Position in chronology
SAA 14 380. (no title) (ADD 1261)
Translation — scholar edition
SAA 14(Beginning destroyed) (1) [...]...[...] (2) [...]...[...] (3) [...l... (4) [...], in all an estate [...] (5) [...], son of [NN] (6) [...]maš, son of Sa[...] (7) [......] (Rest destroyed)
State Archives of Assyria, volume 14 — scholar edition (ORACC).
Transliteration
[x x x] ⸢x x⸣ [x x x x] / [x x x x]+⸢x⸣ KUG ⸢x⸣ [x x x] / [x x x]—⸢PAB⸣ o / [x x x x]+⸢x⸣ PAB É? ⸢x⸣ / [x x x]-⸢ia?⸣ A m⸢x⸣+[x x x x] / [x x x]-maš A msa-⸢x⸣+[x x x] / [x x x x] ⸢x⸣+[x x x x]
Scholarly note
Neo-Assyrian legal transaction at the royal court of Nineveh, edited by Raija Mattila (SAA 14, 2002). ORACC text P336022.
Attribution
Image: Adapted from Raija Mattila, Legal Transactions of the Royal Court of Nineveh, Part II: Assurbanipal Through Sin-šarru-iškun (State Archives of Assyria, 14), 2002. Lemmatised by Melanie Groß, 2010–2011, as part of the FWF-funded research project "Royal Institutional Households in First Millennium BC Mesopotamia" (S 10802-G18) directed by Heather D. Baker at the University of Vienna. The annotated edition is released under the Creative Commons Attribution Share-Alike license 3.0. Please cite this page as http://oracc.org/saao/P336022/..

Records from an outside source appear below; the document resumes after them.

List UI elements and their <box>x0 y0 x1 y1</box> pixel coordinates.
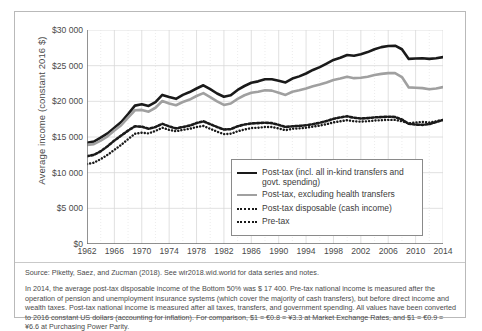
legend-item: Pre-tax <box>237 216 416 228</box>
x-axis-tick-labels: 1962196619701974197819821986199019941998… <box>87 246 443 260</box>
x-axis-tick: 1994 <box>297 246 316 256</box>
legend-item-label: Post-tax disposable (cash income) <box>262 203 392 214</box>
legend-item: Post-tax (incl. all in-kind transfers an… <box>237 167 416 188</box>
x-axis-tick: 2002 <box>351 246 370 256</box>
y-axis-tick: $20 000 <box>52 96 83 106</box>
x-axis-tick: 1998 <box>324 246 343 256</box>
explanatory-note: In 2014, the average post-tax disposable… <box>25 284 457 331</box>
source-note: Source: Piketty, Saez, and Zucman (2018)… <box>25 268 457 278</box>
y-axis-tick: $15 000 <box>52 132 83 142</box>
chart-legend: Post-tax (incl. all in-kind transfers an… <box>231 159 423 236</box>
x-axis-tick: 2014 <box>433 246 452 256</box>
legend-item-label: Pre-tax <box>262 216 289 227</box>
x-axis-tick: 1978 <box>187 246 206 256</box>
legend-item: Post-tax disposable (cash income) <box>237 203 416 215</box>
legend-item-label: Post-tax (incl. all in-kind transfers an… <box>262 167 416 188</box>
figure-frame: Average income (constant 2016 $) $30 000… <box>14 11 466 318</box>
x-axis-tick: 2006 <box>379 246 398 256</box>
y-axis-tick: $5 000 <box>57 203 83 213</box>
x-axis-tick: 1986 <box>242 246 261 256</box>
chart-region: Average income (constant 2016 $) $30 000… <box>15 12 465 260</box>
figure-notes: Source: Piketty, Saez, and Zucman (2018)… <box>25 268 457 331</box>
y-axis-tick: $30 000 <box>52 25 83 35</box>
x-axis-tick: 2010 <box>406 246 425 256</box>
y-axis-tick-labels: $30 000$25 000$20 000$15 000$10 000$5 00… <box>15 30 83 244</box>
y-axis-tick: $25 000 <box>52 61 83 71</box>
x-axis-tick: 1970 <box>132 246 151 256</box>
legend-swatch-dashed-icon <box>237 217 257 228</box>
x-axis-tick: 1962 <box>77 246 96 256</box>
legend-swatch-solid-gray-icon <box>237 190 257 201</box>
legend-swatch-dotted-icon <box>237 204 257 215</box>
x-axis-tick: 1990 <box>269 246 288 256</box>
notes-divider <box>15 262 465 263</box>
legend-item: Post-tax, excluding health transfers <box>237 189 416 201</box>
y-axis-tick: $10 000 <box>52 168 83 178</box>
x-axis-tick: 1982 <box>214 246 233 256</box>
x-axis-tick: 1966 <box>105 246 124 256</box>
legend-swatch-solid-black-icon <box>237 168 257 179</box>
legend-item-label: Post-tax, excluding health transfers <box>262 189 395 200</box>
x-axis-tick: 1974 <box>160 246 179 256</box>
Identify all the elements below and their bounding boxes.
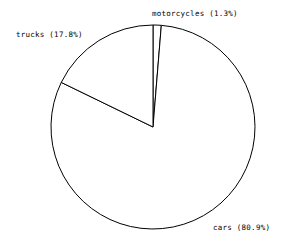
pie-slice-group xyxy=(51,25,255,229)
pie-chart-figure: motorcycles (1.3%) trucks (17.8%) cars (… xyxy=(0,0,293,250)
slice-label-trucks: trucks (17.8%) xyxy=(16,30,83,39)
slice-label-motorcycles: motorcycles (1.3%) xyxy=(152,9,238,18)
slice-label-cars: cars (80.9%) xyxy=(213,223,270,232)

Translation excerpted from Mattila, R. 2002. Legal Transactions of the Royal Court of Nineveh, Part II: Assurbanipal through Sin-šarru-iškun. SAA 14. Helsinki: Helsinki University Press. https://oracc.museum.upenn.edu/saao/saa14/P336022/.
Related tablets
Related sources
One of the earliest specimens of human writing. Not literature, not law — accounting. The need to keep track of grain in a temple bureaucracy is what pushed marks-on-clay into a system that could one day carry epics.
The earliest historical document in human history. Before this, we have lists, accounts, and dedications. Here, for the first time, a ruler tells us what happened — with names, places, and consequences.
The oldest surviving law code in human history. The principle that the state — not the wronged family — defines and enforces justice begins here.